I cut her off. “He had his arms around her! And they were
not
talking about the weather. And I heard Marc's announcement myself, so I know Jack's been going behind my back in more ways than one.” I glared at her. “This is all your fault. You were the one who told me I should be a grown-up and find out the truth no matter how uncomfortable it made me. So I did, and look what happened!”

She frowned but didn't defend herself. “He wants to see the babies. You can't keep them away from him. He's their father.”

“Their lying, cheating father who's sold out to Marc Longo of all people. And is sleeping with their nanny. It's like an episode of
Jerry Springer
and I just can't believe this is my life.” I wiped away the angry tears that spilled down my cheeks.

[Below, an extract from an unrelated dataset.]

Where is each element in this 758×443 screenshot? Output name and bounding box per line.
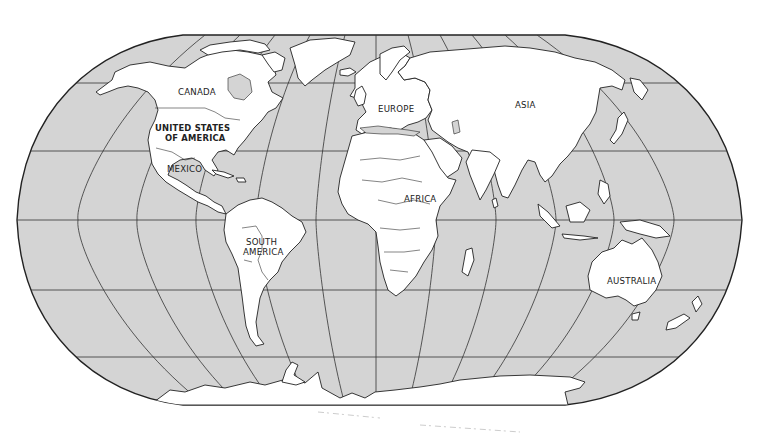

My mother sat on an ottoman in front of me and handed me a tissue. “Please, Mellie. Let me talk with him, get to the bottom of this. I'm
sure once you know the facts, you'll feel differently. I just can't imagine there's not more to this story, despite what you think you saw. That's not like Jack. Or Jayne. And this whole issue of him agreeing to use the house as a film set without discussing it with you.” She closed her eyes and gave her head a small shake. “No. I'm not buying it. I'm on your side, Mellie, but this thing can't be left to fester. Let me call him.”

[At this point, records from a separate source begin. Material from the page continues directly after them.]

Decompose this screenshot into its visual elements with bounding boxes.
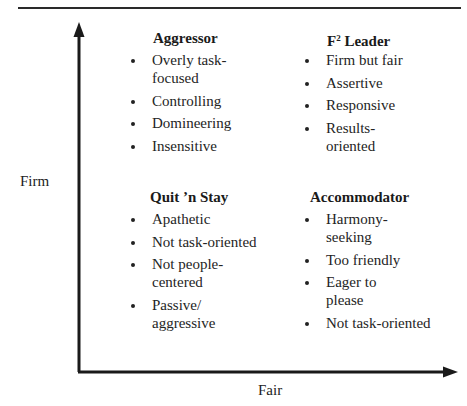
bullet-icon <box>305 218 309 222</box>
y-axis-arrowhead-icon <box>74 22 85 37</box>
list-item: Overly task-focused <box>131 51 252 87</box>
x-axis-arrowhead-icon <box>443 367 458 378</box>
list-item: Not task-oriented <box>131 233 262 251</box>
bullet-icon <box>131 122 135 126</box>
list-item: Assertive <box>305 74 455 92</box>
list-item: Apathetic <box>131 210 281 228</box>
quadrant-f2-leader: F2 Leader Firm but fair Assertive Respon… <box>305 28 455 159</box>
list-item: Insensitive <box>131 137 281 155</box>
bullet-icon <box>305 259 309 263</box>
list-item: Domineering <box>131 114 281 132</box>
bullet-icon <box>305 104 309 108</box>
bullet-icon <box>305 59 309 63</box>
bullet-icon <box>305 82 309 86</box>
trait-list: Overly task-focused Controlling Domineer… <box>131 51 281 155</box>
bullet-icon <box>305 127 309 131</box>
trait-list: Apathetic Not task-oriented Not people-c… <box>131 210 281 332</box>
quadrant-title: F2 Leader <box>305 28 455 48</box>
bullet-icon <box>131 145 135 149</box>
bullet-icon <box>131 218 135 222</box>
y-axis-label: Firm <box>20 173 49 190</box>
quadrant-aggressor: Aggressor Overly task-focused Controllin… <box>131 28 281 159</box>
trait-list: Harmony-seeking Too friendly Eager to pl… <box>305 210 455 332</box>
quadrant-accommodator: Accommodator Harmony-seeking Too friendl… <box>305 187 455 336</box>
quadrant-quit-n-stay: Quit ’n Stay Apathetic Not task-oriented… <box>131 187 281 336</box>
list-item: Controlling <box>131 92 281 110</box>
list-item: Firm but fair <box>305 51 455 69</box>
x-axis-label: Fair <box>258 382 282 399</box>
quadrant-title: Aggressor <box>131 28 281 48</box>
bullet-icon <box>131 100 135 104</box>
bullet-icon <box>131 304 135 308</box>
list-item: Eager to please <box>305 273 398 309</box>
trait-list: Firm but fair Assertive Responsive Resul… <box>305 51 455 155</box>
bullet-icon <box>305 281 309 285</box>
bullet-icon <box>131 263 135 267</box>
bullet-icon <box>131 241 135 245</box>
list-item: Results-oriented <box>305 119 396 155</box>
list-item: Too friendly <box>305 251 455 269</box>
quadrant-title: Accommodator <box>305 187 455 207</box>
list-item: Responsive <box>305 96 455 114</box>
quadrant-title: Quit ’n Stay <box>131 187 281 207</box>
bullet-icon <box>305 322 309 326</box>
list-item: Not people-centered <box>131 255 242 291</box>
list-item: Harmony-seeking <box>305 210 406 246</box>
bullet-icon <box>131 59 135 63</box>
list-item: Passive/ aggressive <box>131 296 242 332</box>
list-item: Not task-oriented <box>305 314 436 332</box>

I shook my head, feeling like JJ when I tried to feed him strained peas. “No,” I said, feeling just as unreasonable. “Just stop answering the door and his phone calls and he'll forget about us.”

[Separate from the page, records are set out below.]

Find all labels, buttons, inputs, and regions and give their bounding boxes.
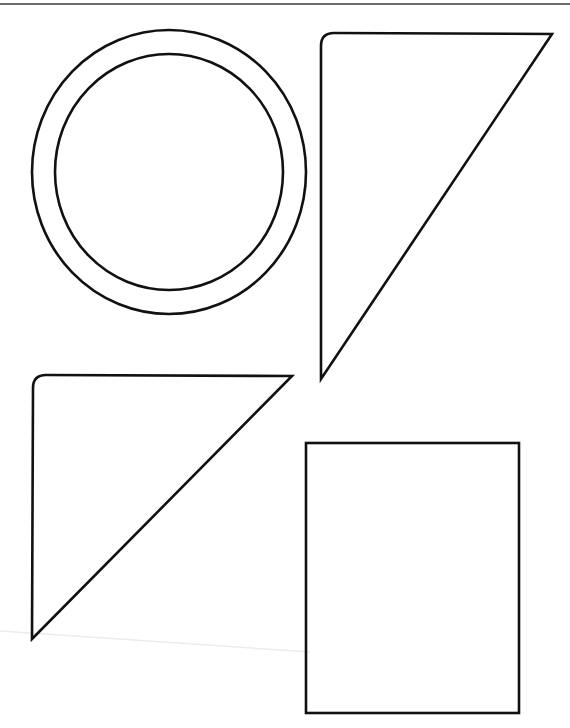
scan-artifact-line [0,631,310,652]
rectangle-shape [306,443,519,713]
ring-shape [32,30,306,314]
outer-circle [32,30,306,314]
right-triangle-bottom [32,375,292,639]
worksheet-page [0,0,570,728]
shapes-canvas [0,0,570,728]
right-triangle-top [321,33,552,379]
inner-circle [55,54,283,290]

“Seriously, Mellie? You think this will all just go away and he'll forget about you and his children?”

The doorbell rang, and I turned to her in panic, realizing it was already late afternoon and I was still in my pajamas. I ran my tongue over my teeth and remembered that I hadn't brushed them yet, either. Even if I didn't want to see him, I didn't want him to be glad he couldn't see me.

My mother stood to go to the door. “Don't open it!”

She gave an exasperated sigh. “Let me see who it is first before we make any rash decisions, all right?”

She disappeared into the foyer and I listened to her footsteps cross the floor, then pause, and then came the sound of the doorknob turning and I flinched.

“Nola! It's so good to see you, sweetheart. Come in. I know Mellie will want to see you, too.”

She was right—I did want to see Nola. I'd missed her, but even in my darkest moments it never occurred to me to contact her, because it would be like making her pick sides. Despite her unfortunate choice of fathers, I loved her too much to do that to her.

Nola walked tentatively into the drawing room, wearing her school uniform and carrying her backpack and her overnight bag. The children squealed and she immediately dropped the bag, then sat on the floor to hug JJ and Sarah.

“I missed you guys,” she said, rumpling their hair.

“They missed you, too,” I said. “So did I.”

“Yeah, it's been not so great at home. My dad's a mess.”

Good,
I wanted to say, but couldn't in front of Nola.

“He really misses you, and Sarah and JJ. We all want you to come back home.”

“Is that what he sent you to say?” I asked.

She reached behind her and dragged over the overnight bag. “He doesn't know I'm here. I asked Mrs. Ravenel to drop me off here instead of home. I figured you needed some of your stuff.” She looked at me closely and frowned. “Like your hairbrush and some clothes and makeup. But not too much—because you need to come home.”

“I want to, but I can't. Your dad . . .” I stopped, not sure how much he'd told her.

As if understanding my hesitation, she said, “My dad wouldn't tell me anything, so I asked Jayne what happened. She told me that she couldn't say anything until you and my dad had a talk. She's moved over to the Pinckney house.”

I looked at her in surprise, wondering what sort of self-punishment that must be. Sophie had told me that the doll had been verified as a rare Edison doll and returned to the house. I hoped it was busy reacquainting itself with Jayne.

“Was that her choice?” I asked.

Nola shrugged. “It's her house, and it was a little awkward with her staying with us without the babies.”